There’s an English saying that goes like “Don’t judge a book by its cover”.  This book by a music professor is more than just a beginner’s guide.  There’s quite a lot to learn from it. His previous books include Jazz and Culture in a Global Age, Is Jazz Dead (Or Has It Moved to a New Address), Reminiscing in Tempo: A Portrait of Duke Ellington, Jazz – Rock: A History, biographies of Ella Fitzgerald and Billie Holiday.

This 2017 release by the 69-year-old Stuart Nicholson who received a jazz journalist of the year award in 2007 talks about all the big names in the jazz industry.  He questions whether it is accurate to credit the Americans as the founders of what it known as jazz today when other countries in Europe have their own artists who are very successful in the music genre.

Students studying music and teachers, lecturers and tutors have a lot to learn to learn from this book as Nicholson writes about different bars that musicians perform when recording jazz tunes. On defining the meaning of jazz, he states that, “Jazz is a product of a restless age; an age in which the fever of war is only now beginning to abate its fury; when men and women, after their efforts in the great, are still too much disturbed to be content with a tranquil existence”.  This was the definition after the end of the First World War in 1917.

Nicholson goes on to state the blues playlist of all time which includes Elmore James, Sidney Bechet, Sammy Price, Count Basie, Donald Byrd, Charlie Parker, Oscar Peterson, Gil Evans, Monty Alexander, Dave Brubeck and many others.  He goes on to state his all favourite standard playlist made up of artists such as John Coltrane, Billie Holiday, Ella Fitzgerald, Sarah Vaughan and Betty Carter.

According to Nicholson, Kind of Blue by Miles Davis is a must have for any jazz collector.  He believes this one of the best studio recording by Davis.  However, he says that that attention Columbia gave to the 20-year-old Wynton Marsalis in 1981 led to Davis quitting the label to record with Warner Brothers. A lot has been written about the rivalry between the two trumpeters.  The long list of artists that worked with Davis include Keith Jarret, Jack DeJohnette, Marcus Miller, Herbie Hancock, John Coltrane, Julian “Cannonball” Adderley to mention but a few.

When there were concerns that rock ‘n roll was making jazz look redundant, Miles Davis recorded an album entitled Bitches Brew which was classified as a jazz rock album.  Through this album, Davis showed how relevant jazz still was and that the fusion of the two genres was possible.

Record companies have also played an important role in the chapter of jazz.  Editions of Contemporary Music popularly known as ECM was founder by Manfred Eicher based in Munich, Germany.  Some of the biggest names that have recorded with ECM include Keith Jarrett, Paul Bley, Jan Garberck Chick Corea and Gary Burton.  This record label has encouraged collaborations between American and European artists. Pat Metheny is one of the artists that has had an illustrious career at ECM.

Jazz involves a lot if improvisation and artists can make such improvisations come out clear in recordings. This tells brief yet important stores of artists like Ferdinand Joseph ‘Jerry Roll’ Morton, Louis ‘Satchmo’ Armstrong, Paul Whitemen, Leon Bismark ‘Bix’ Beiderbecke, Edward Kennedy ‘Duke’ Ellington, Fletcher Henderson, Benny Goodman, William ‘Count’ Basie, John Birks ‘Dizzy’ Gillespie, Charlie Parker, Miles Davis, John Coltrane, Ornette Coleman, and Diango Reinhardt.

This book would not have been complete without the mention of the Blue Note record label which was formed by Francis Wolff and Alfred Lion who fled from Germany to settle in the US IN 1939.  Some of the artists that made hits with the label include John Coltrane, Eric Dolphy, Kenny Burrell, Art Blakey, Tina Brooks, Donald Bird, Herbie Hancock, Horace Silver, Jack McLean and Andrew Hill.

Closer to home, Nicholson states that township jazz as an enduring and recognisable local variant of big band jazz combining marabi, which is the oral tradition of African songs adapted by South African jazz instrumentalists with the sound of the American big bands. African Jazz Pioneers made this style of music very popular.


Directions. Copy out every line of the records where the string "stacked" occurs.

Data entries for graphics:

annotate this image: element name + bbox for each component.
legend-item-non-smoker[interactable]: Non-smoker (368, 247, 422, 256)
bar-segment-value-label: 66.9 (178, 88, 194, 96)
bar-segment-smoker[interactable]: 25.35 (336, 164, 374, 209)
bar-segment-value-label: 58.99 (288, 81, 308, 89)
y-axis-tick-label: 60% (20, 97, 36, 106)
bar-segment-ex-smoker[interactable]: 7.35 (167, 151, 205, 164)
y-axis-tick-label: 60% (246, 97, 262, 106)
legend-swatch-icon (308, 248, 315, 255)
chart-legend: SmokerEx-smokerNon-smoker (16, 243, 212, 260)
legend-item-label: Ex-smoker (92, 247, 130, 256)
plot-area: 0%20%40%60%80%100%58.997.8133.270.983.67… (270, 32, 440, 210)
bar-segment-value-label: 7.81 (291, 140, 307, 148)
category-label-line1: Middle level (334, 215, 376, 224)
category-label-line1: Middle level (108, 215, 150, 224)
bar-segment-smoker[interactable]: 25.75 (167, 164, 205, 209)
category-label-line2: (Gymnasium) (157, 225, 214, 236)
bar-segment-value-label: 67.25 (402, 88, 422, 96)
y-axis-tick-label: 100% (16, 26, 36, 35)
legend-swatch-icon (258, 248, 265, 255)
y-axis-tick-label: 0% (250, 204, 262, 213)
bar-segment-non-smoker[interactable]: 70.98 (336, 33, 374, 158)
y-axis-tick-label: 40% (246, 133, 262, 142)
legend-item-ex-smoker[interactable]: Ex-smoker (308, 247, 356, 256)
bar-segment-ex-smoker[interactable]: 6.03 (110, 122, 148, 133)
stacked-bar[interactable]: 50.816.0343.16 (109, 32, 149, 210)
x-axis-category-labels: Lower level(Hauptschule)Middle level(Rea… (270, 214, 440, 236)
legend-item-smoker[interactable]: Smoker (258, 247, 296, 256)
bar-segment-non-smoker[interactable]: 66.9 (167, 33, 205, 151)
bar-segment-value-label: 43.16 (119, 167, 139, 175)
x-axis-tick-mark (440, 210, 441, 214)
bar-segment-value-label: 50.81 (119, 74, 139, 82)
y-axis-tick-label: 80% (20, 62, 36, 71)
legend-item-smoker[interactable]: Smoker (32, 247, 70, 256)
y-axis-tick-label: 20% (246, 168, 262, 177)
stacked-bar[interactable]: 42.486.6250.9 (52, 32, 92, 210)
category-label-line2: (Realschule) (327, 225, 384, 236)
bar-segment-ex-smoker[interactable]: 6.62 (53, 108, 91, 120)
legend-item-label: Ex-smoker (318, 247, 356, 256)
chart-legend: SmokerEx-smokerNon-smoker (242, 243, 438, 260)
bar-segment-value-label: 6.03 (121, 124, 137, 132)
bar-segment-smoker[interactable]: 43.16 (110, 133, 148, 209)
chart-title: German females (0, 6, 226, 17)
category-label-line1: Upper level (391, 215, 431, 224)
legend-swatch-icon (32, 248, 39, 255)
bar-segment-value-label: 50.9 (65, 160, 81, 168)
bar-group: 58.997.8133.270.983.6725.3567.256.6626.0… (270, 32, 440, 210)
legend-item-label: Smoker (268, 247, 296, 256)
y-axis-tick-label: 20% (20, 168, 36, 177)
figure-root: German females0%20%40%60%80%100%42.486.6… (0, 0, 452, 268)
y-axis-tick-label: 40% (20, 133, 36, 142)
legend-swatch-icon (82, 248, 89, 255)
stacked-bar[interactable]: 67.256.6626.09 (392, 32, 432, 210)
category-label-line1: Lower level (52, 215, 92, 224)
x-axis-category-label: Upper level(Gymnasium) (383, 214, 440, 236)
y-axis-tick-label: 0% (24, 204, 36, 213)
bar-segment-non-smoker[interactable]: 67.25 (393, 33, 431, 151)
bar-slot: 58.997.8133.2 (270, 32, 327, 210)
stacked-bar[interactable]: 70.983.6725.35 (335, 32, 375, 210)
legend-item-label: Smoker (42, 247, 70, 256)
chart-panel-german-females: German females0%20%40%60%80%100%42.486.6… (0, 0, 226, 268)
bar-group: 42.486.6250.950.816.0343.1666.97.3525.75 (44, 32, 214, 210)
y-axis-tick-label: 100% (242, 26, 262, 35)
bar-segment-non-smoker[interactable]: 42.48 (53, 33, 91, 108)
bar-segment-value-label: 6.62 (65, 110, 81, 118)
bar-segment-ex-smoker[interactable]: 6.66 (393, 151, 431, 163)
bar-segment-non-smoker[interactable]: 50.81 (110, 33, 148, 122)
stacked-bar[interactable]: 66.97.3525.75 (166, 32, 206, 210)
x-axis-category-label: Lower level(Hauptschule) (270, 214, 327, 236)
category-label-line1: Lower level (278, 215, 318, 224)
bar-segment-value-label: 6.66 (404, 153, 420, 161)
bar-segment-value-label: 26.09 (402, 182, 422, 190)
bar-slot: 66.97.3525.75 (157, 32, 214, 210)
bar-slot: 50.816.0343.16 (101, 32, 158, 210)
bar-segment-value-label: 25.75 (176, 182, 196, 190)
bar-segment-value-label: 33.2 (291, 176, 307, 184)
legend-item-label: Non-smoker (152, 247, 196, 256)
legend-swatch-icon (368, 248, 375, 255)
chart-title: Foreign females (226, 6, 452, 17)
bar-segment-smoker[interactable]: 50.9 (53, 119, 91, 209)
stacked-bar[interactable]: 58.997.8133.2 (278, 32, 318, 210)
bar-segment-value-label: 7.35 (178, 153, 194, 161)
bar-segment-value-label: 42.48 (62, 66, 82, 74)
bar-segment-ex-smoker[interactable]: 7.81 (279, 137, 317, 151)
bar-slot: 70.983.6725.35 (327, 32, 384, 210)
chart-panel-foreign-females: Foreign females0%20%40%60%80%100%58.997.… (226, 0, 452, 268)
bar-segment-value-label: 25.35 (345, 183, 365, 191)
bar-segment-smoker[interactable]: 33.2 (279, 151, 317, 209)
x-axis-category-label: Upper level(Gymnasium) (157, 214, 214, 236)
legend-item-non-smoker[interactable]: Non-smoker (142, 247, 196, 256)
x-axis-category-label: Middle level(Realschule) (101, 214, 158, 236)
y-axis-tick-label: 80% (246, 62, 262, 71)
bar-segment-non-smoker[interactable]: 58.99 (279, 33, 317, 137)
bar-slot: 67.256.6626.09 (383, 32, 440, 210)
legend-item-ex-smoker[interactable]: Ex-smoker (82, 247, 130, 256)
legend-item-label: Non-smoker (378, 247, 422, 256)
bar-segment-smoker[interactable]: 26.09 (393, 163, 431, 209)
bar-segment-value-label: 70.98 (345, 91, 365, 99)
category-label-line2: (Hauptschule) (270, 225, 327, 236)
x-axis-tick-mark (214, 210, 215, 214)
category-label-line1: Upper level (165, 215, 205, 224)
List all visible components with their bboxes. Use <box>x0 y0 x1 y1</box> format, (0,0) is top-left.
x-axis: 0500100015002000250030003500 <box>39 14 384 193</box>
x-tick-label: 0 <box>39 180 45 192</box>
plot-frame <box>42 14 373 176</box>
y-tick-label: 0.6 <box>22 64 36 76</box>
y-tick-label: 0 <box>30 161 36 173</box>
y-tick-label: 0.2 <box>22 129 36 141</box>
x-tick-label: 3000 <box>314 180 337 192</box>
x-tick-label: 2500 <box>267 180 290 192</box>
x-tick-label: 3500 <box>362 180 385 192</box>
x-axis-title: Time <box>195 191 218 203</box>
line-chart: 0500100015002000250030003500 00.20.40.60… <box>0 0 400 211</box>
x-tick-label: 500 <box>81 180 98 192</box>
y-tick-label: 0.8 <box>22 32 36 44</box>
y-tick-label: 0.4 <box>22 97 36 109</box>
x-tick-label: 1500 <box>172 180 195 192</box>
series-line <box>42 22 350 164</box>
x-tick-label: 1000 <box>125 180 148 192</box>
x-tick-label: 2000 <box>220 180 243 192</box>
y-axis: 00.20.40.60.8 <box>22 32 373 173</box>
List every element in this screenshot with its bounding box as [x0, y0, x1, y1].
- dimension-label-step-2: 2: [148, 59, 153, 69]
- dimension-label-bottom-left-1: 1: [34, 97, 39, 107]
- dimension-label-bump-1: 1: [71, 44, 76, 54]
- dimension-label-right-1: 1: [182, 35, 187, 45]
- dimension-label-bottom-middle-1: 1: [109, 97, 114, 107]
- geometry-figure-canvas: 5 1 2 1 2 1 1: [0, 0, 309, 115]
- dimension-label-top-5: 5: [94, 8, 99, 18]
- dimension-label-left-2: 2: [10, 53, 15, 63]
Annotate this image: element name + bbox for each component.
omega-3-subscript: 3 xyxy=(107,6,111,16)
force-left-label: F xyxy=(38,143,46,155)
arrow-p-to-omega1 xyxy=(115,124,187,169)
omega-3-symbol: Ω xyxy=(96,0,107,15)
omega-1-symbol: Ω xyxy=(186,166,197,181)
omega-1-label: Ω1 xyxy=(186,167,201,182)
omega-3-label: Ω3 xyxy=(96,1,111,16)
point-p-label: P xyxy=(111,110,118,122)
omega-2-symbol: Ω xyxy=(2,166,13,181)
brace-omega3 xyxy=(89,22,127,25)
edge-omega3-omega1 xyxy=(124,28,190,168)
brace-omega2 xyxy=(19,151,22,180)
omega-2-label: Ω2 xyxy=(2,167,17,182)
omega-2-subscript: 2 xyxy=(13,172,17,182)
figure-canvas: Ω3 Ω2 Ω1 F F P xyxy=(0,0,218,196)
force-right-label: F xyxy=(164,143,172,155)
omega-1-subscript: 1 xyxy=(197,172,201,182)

Solution for this problem.
stacked-bar[interactable]: 50.816.0343.16 (109, 32, 149, 210)
stacked-bar[interactable]: 42.486.6250.9 (52, 32, 92, 210)
stacked-bar[interactable]: 67.256.6626.09 (392, 32, 432, 210)
stacked-bar[interactable]: 70.983.6725.35 (335, 32, 375, 210)
stacked-bar[interactable]: 66.97.3525.75 (166, 32, 206, 210)
stacked-bar[interactable]: 58.997.8133.2 (278, 32, 318, 210)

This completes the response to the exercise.